Definition
A structural dividing wall inside an aircraft that is installed at an angle rather than perpendicular to the aircraft's long axis. Canted bulkheads are commonly used as the rear pressure bulkhead in pressurized aircraft and as firewalls or mounting structures where an angled face better suits load paths, engine geometry, or fuselage shape.
Plain English
A wall inside the aircraft that is built on a slant instead of straight up and down. The slant is deliberate -- it helps the wall handle pressure or fit the shape of the fuselage better.
Context Anchor
Seen in aircraft structure, maintenance, inspection, and repair discussions, especially when describing internal supports in the aircraft body.
Derivation
Canted' comes from an old word meaning tilted or set at an angle. 'Bulkhead' is a nautical term for an internal dividing wall in a ship, carried over into aircraft construction. So a canted bulkhead is simply a tilted internal wall.
Why Pilots Care
Knowing the airframe has a canted pressure bulkhead helps pilots understand where the pressurized cabin ends, which matters for inspections, damage assessment, and understanding how cabin pressure loads are carried by the structure.
Intuition Check
Do not read canted as meaning accidentally bent. Here it means deliberately built at an angle.
Example Sentence 1
The aft pressure bulkhead on this aircraft is canted forward at the top, which helps distribute cabin pressure loads into the tail structure.
Example Sentence 2
Mechanics inspected the rivets along the canted bulkhead for signs of fatigue.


### Exercise details
Leave out the pictures and retype exactly the lines from the one with "This 770w x" through the end of the records.

Data extracted from a collection
━━━
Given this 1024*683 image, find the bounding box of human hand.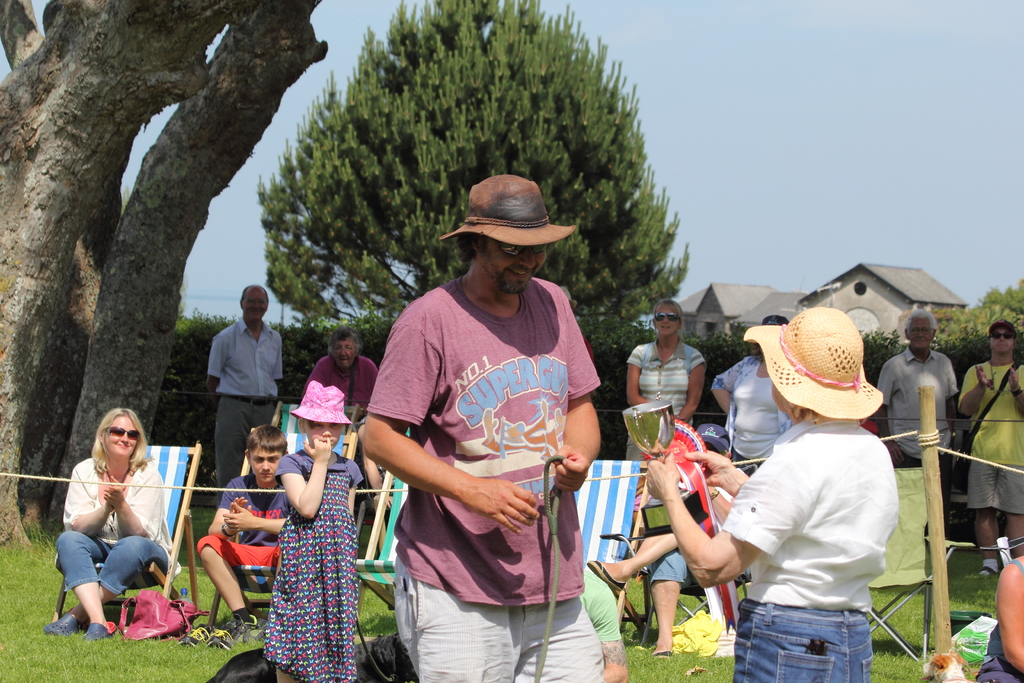
box(449, 471, 545, 541).
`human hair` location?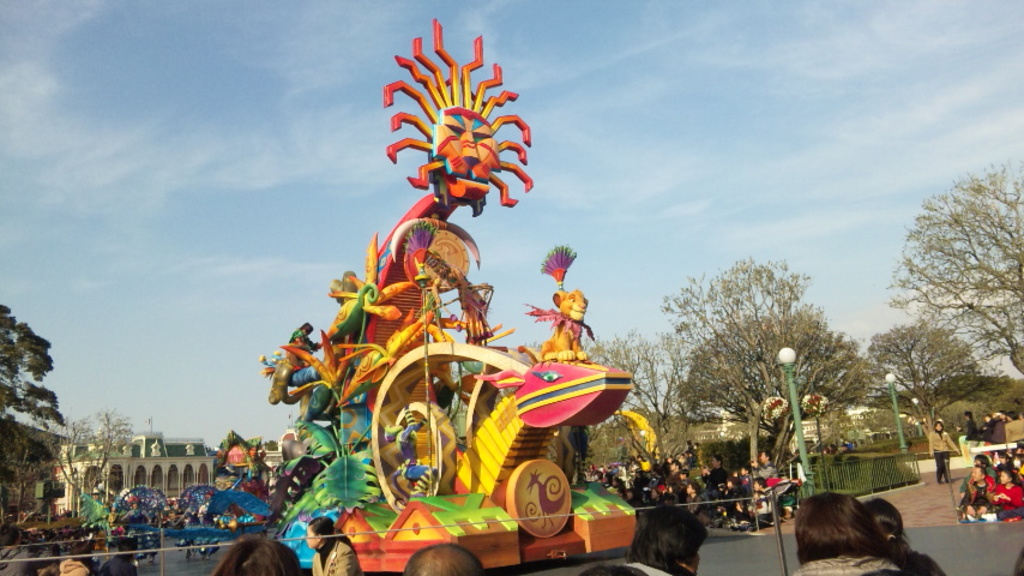
rect(625, 503, 712, 565)
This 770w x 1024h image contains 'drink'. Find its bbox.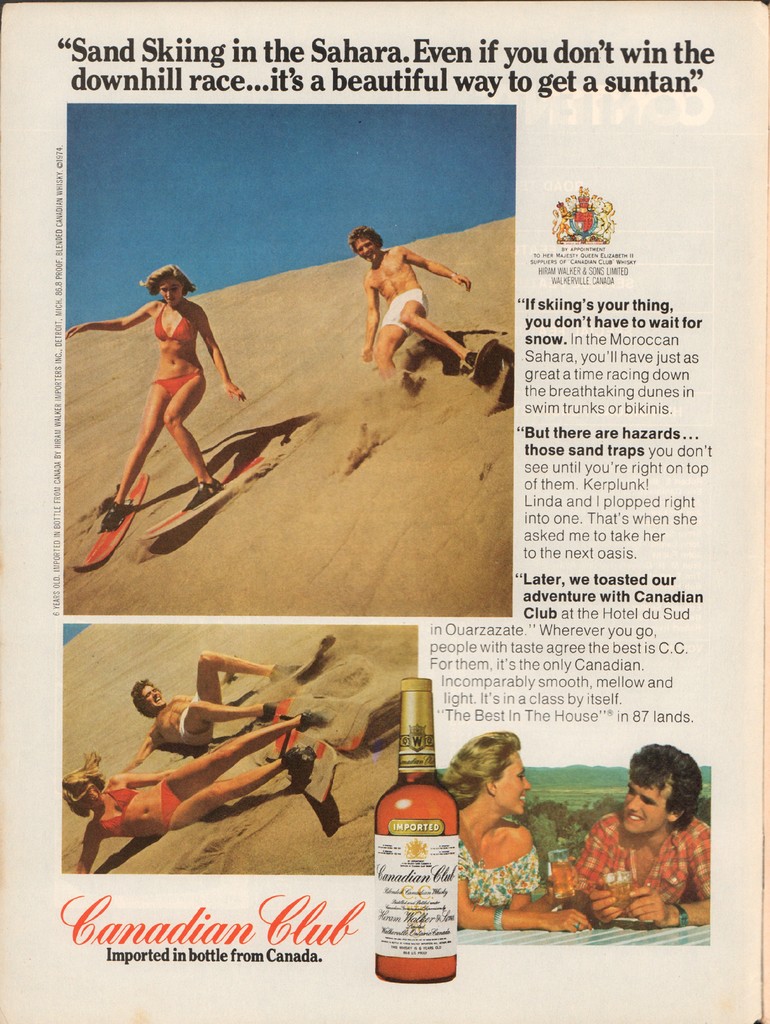
381,740,465,988.
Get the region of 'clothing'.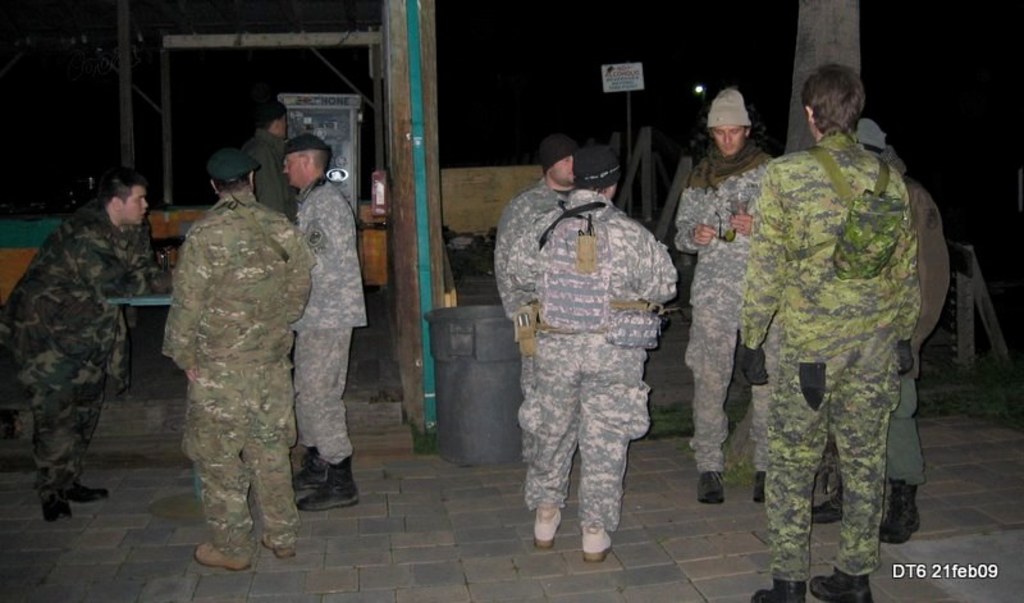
━━━
### Solution to the problem
This 770w x 1024h image contains 'drink'. Find its bbox.
381,740,465,988.
Get the region of 'clothing'.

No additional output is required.